At the Cotton Club, Ellington's group performed all the music for the revues, which mixed comedy, dance numbers, vaudeville, burlesque, music, and illegal alcohol.
In 1929, Ellington appeared in his first movie, a nineteen-minute all-African-American RKO short, Black and Tan, in which he played the hero "Duke". In the same year, The Cotton Club Orchestra appeared on stage for several months in Florenz Ziegfeld's Show Girl, along with vaudeville stars Jimmy Durante, Eddie Foy, Jr., Al Jolson, Ruby Keeler, and with music and lyrics by George Gershwin and Gus Kahn.
As the Depression worsened, the recording industry was in crisis, dropping over 90% of its artists by 1933.[22] Ellington and his orchestra survived the hard times by taking to the road in a series of tours. Radio exposure also helped maintain popularity. Ivie Anderson was hired as their featured vocalist.

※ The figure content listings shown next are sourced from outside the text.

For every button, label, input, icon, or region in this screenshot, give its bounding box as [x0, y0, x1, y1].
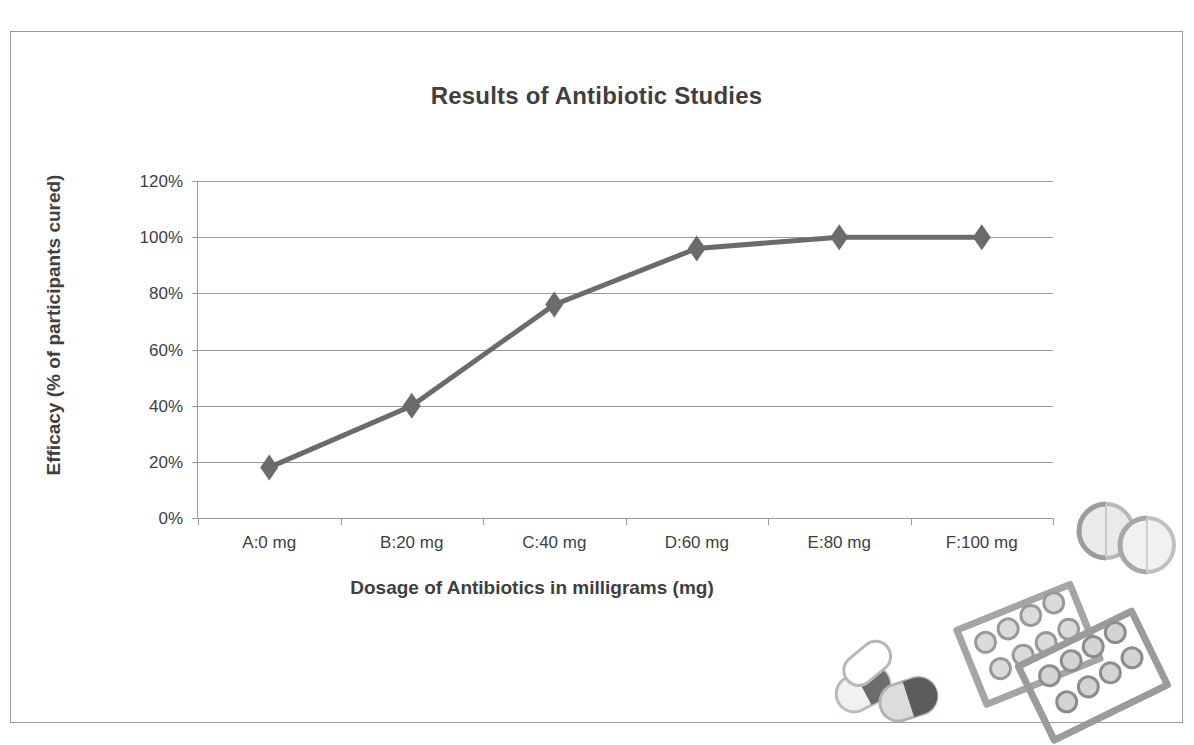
- chart-title: Results of Antibiotic Studies: [11, 82, 1182, 110]
- x-axis-category-label: D:60 mg: [626, 533, 769, 553]
- x-axis-tick: [483, 518, 484, 525]
- pills-clipart: [816, 487, 1194, 745]
- plot-area: A:0 mgB:20 mgC:40 mgD:60 mgE:80 mgF:100 …: [198, 181, 1053, 518]
- y-axis-tick-label: 20%: [113, 454, 183, 471]
- capsule-icon: [875, 673, 942, 726]
- capsule-icon: [838, 635, 897, 691]
- x-axis-tick: [341, 518, 342, 525]
- series-efficacy: [198, 181, 1053, 519]
- data-point-marker: [260, 454, 278, 480]
- blister-pack-icon: [1018, 611, 1167, 740]
- series-markers: [260, 224, 991, 480]
- chart-frame: Results of Antibiotic Studies Efficacy (…: [10, 31, 1183, 723]
- data-point-marker: [403, 393, 421, 419]
- y-axis-tick-label: 40%: [113, 398, 183, 415]
- y-axis-tick-label: 60%: [113, 342, 183, 359]
- data-point-marker: [688, 235, 706, 261]
- y-axis-tick-label: 80%: [113, 285, 183, 302]
- x-axis-category-label: B:20 mg: [341, 533, 484, 553]
- series-line: [269, 237, 982, 467]
- x-axis-tick: [198, 518, 199, 525]
- x-axis-category-label: E:80 mg: [768, 533, 911, 553]
- data-point-marker: [973, 224, 991, 250]
- chart-page: Results of Antibiotic Studies Efficacy (…: [0, 0, 1194, 745]
- x-axis-tick: [911, 518, 912, 525]
- x-axis-tick: [1053, 518, 1054, 525]
- x-axis-category-label: C:40 mg: [483, 533, 626, 553]
- data-point-marker: [830, 224, 848, 250]
- y-axis-tick-label: 0%: [113, 510, 183, 527]
- x-axis-tick: [768, 518, 769, 525]
- capsule-icon: [830, 660, 896, 718]
- data-point-marker: [545, 292, 563, 318]
- round-tablet-icon: [1120, 518, 1174, 572]
- blister-pack-icon: [957, 584, 1100, 704]
- x-axis-title: Dosage of Antibiotics in milligrams (mg): [11, 577, 1053, 599]
- y-axis-tick-label: 100%: [113, 229, 183, 246]
- y-axis-title: Efficacy (% of participants cured): [43, 160, 65, 490]
- y-axis-tick-label: 120%: [113, 173, 183, 190]
- round-tablet-icon: [1079, 504, 1133, 558]
- x-axis-category-label: F:100 mg: [911, 533, 1054, 553]
- x-axis-category-label: A:0 mg: [198, 533, 341, 553]
- x-axis-tick: [626, 518, 627, 525]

Ellington led the orchestra by conducting from the keyboard using piano cues and visual gestures; very rarely did he conduct using a baton. As a bandleader, Ellington was not a strict disciplinarian but he maintained control of his orchestra with a crafty combination of charm, humor, flattery, and astute psychology. A complex, private person, he revealed his feelings to only his closest intimates and effectively used his public persona to deflect attention away from himself.
While their United States audience remained mainly African-American in this period, the Cotton Club had a near exclusive white clientèle and the band had a huge following overseas, demonstrated both in a trip to England in 1933 and a 1934 visit to the European mainland.
On their tour through the segregated South in 1934, they avoided some of the traveling difficulties of African-Americans by touring in private railcars, which provided easy accommodations, dining, and storage for equipment, while avoiding the indignities of segregated facilities.
Ellington delivered some huge hits during the 1930s, which greatly helped to build his overall reputation. Some of them include: "Mood Indigo" (1930), "It Don't Mean a Thing (If It Ain't Got That Swing)" (1932), "Sophisticated Lady" (1933), "Solitude" (1934), "In a Sentimental Mood" (1935), "Caravan" (1937), "I Let A Song Go Out Of My Heart" (1938). "Take the "A" Train" which hit big in 1941, was written by Billy Strayhorn.
The band reached a creative peak in the early 1940s, when Ellington wrote for an orchestra of distinctive voices and displayed tremendous creativity.
Meanwhile, the development of modern jazz, or bebop, the music industry's shift to solo vocalists such as the young Frank Sinatra as the Big Band era receded. Bebop rebelled against commercial jazz, dancing to jazz, and strict forms to become the music of jazz aficionados. Furthermore, by 1950 the emerging African-American popular music style known as Rhythm and Blues drew away the young African-American audience and Rock & Roll soon followed. In the face of these major social shifts, Ellington continued on his own course.